Key Takeaways

  • Vehicle mechanics in video games pose challenges like realism vs. durability.
  • Game titles like
    Mad Max, Subnautica,
    and
    No Man’s Sky
    set standards in vehicle design.
  • GTA 4
    shines with tight vehicle controls amidst open-world chaos.



Designing vehicle mechanics for video games is a tricky process. How should they handle? Should they be realistic, or ease off the realism for more durability and control? Can they explode? Should they explode? These are just a handful of the questions gamers and game developers alike have regarding virtual vehicles. They become especially pertinent in open-world settings, where the drive (ha) to make these games bigger and bigger means finding novel and compelling ways to traverse them.

For a handful of games, the emphasis they place on vehicles as a means of navigation, traversal, exploration, or even combat, sets them apart from the rest. Featuring some of the most important open-world games to date, these titles pioneered how vehicles function in the open-world genre today.



4 Mad Max

Forging A Path Of Destruction On The Road To Hell

2015’s Mad Max offered a cinematic, high-octane sense of action and adventure. It was certainly a rocky road to traverse for some, with a less-than-stellar main story that didn’t see much weight put behind the protagonist or his enemies, and an emphasis on side missions that were often little more than fetch quests. The parts of this game that worked though, worked very, very well. Cruising around the barren desert and destroying colossal war rigs in a souped up car, the sound design and visceral nature of traversal, it was all well ahead of its time in 2015.

Future Mad Max video game titles have a high bar to clear, with the amount of effort put into vehicle combat being nothing short of cinematic. Whatever other flaws the game had, it made players feel utterly immersed in the moment as they sent colossal death-trucks tumbling along the pavement, finishing in a death-metal squeal and burst of fire.


3 Subnautica

Changing The Way Seas Are Traversed

Subnautica was, and in many ways still is, the talk of open-world and survival enthusiasts everywhere.
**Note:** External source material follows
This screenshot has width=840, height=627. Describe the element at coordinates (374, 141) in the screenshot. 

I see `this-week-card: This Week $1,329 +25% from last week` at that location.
As a survival game, it nailed that addictive, slowly-broadening loop of resource hunting and crafting that makes or breaks a survival game. The threat of abyssal creatures coming out at night was a similarly potent driving force to keep players aiming for the next tier of upgrades and resources. It was an atmospheric hit among players.


Building a submarine in Subnautica basically meant building a mobile base, an essential fixture in this game where progressing to the ocean floor – and below – was necessary for survival. Subnautica set a new standard in two aspects of vehicle design. The modular system for upgrading and putting together submarines (although they are not individually customizable) was unheard of before this point, and has been emulated in games like Barotrauma since. Subnautica also changed the way underwater traversal was seen in terms of its implementation and potential in other games.

Related

Which Of Rockstar’s Open Worlds Is The Best?
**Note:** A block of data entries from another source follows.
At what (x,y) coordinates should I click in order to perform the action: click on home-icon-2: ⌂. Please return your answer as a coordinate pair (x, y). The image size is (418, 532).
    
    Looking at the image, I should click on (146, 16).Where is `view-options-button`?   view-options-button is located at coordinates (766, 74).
Rockstar Games has provided fans with several open world games throughout the years, but which one would you consider the ultimate Rockstar open world? In my opinion, Red Dead Redemption 2 takes the cake here. It’s fun, it’s realistic, and filled with biodiversity as well as different characters – you can’t go wrong with that.

2 No Man’s Sky

Ship-Based Exploration Across The Infinite Stars

While once a game so under-baked it spawned an industry-defining controversy, No Man’s Sky has become a very different game since launch, and in its new, heavily-updated and well-polished state, it’s a lot easier to see many of its virtues. One particular feature worth discussing is the way that spaceship traversal is handled in this absolutely colossal environment. With an entire galaxy available to explore, it was a tall order trying to think of a way to make travel feel both immersive and fun.
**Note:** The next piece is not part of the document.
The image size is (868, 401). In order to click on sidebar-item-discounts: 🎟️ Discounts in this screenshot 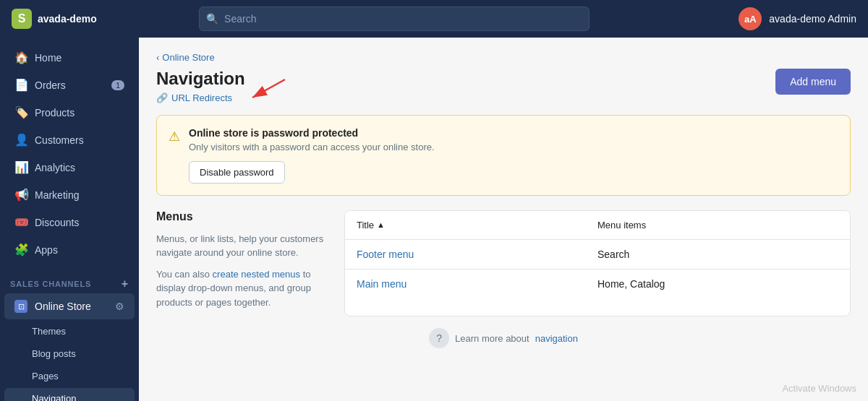, I will do `click(69, 223)`.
FTL travel gets players between systems quickly, but going between planets within one system holds a plethora of experiences at once. It can be quiet and serene, or tense and suspenseful. Taking full advantage of planetary finds, however, and base-building, means finding planets that often put the player at risk of pirate attacks. The modular ship design and tight, intuitive controls for navigation set the precedent for how space travel was implemented in all games beyond NMS.

1 Grand Theft Auto 4

Tight, Revolutionary Vehicle Mechanics


While at the time it was seen as one of the biggest hits in gaming, GTA 4 has, in some regards, been consigned to the shadow of its sequel, the monumentally popular Grand Theft Auto 5. However, if there’s one area where GTA 4 does still shine on its own merit, it’s the tight-but-fluid vehicle controls. Traversing Liberty City in a car that was probably stolen feels just right, with a smoothness and control that many say becomes too loose and sensitive in the sequel.

GTA 4 is one of Rockstar’s harder games, and it’s always cathartic to blow off steam by driving in the most chaotic fashion possible on Liberty City’s many freeways and bridges (and sometimes sidewalks), or taking on the ultimate challenge of driving like a law-abiding citizen, complete with obeying red lights and not causing ten-car pile ups.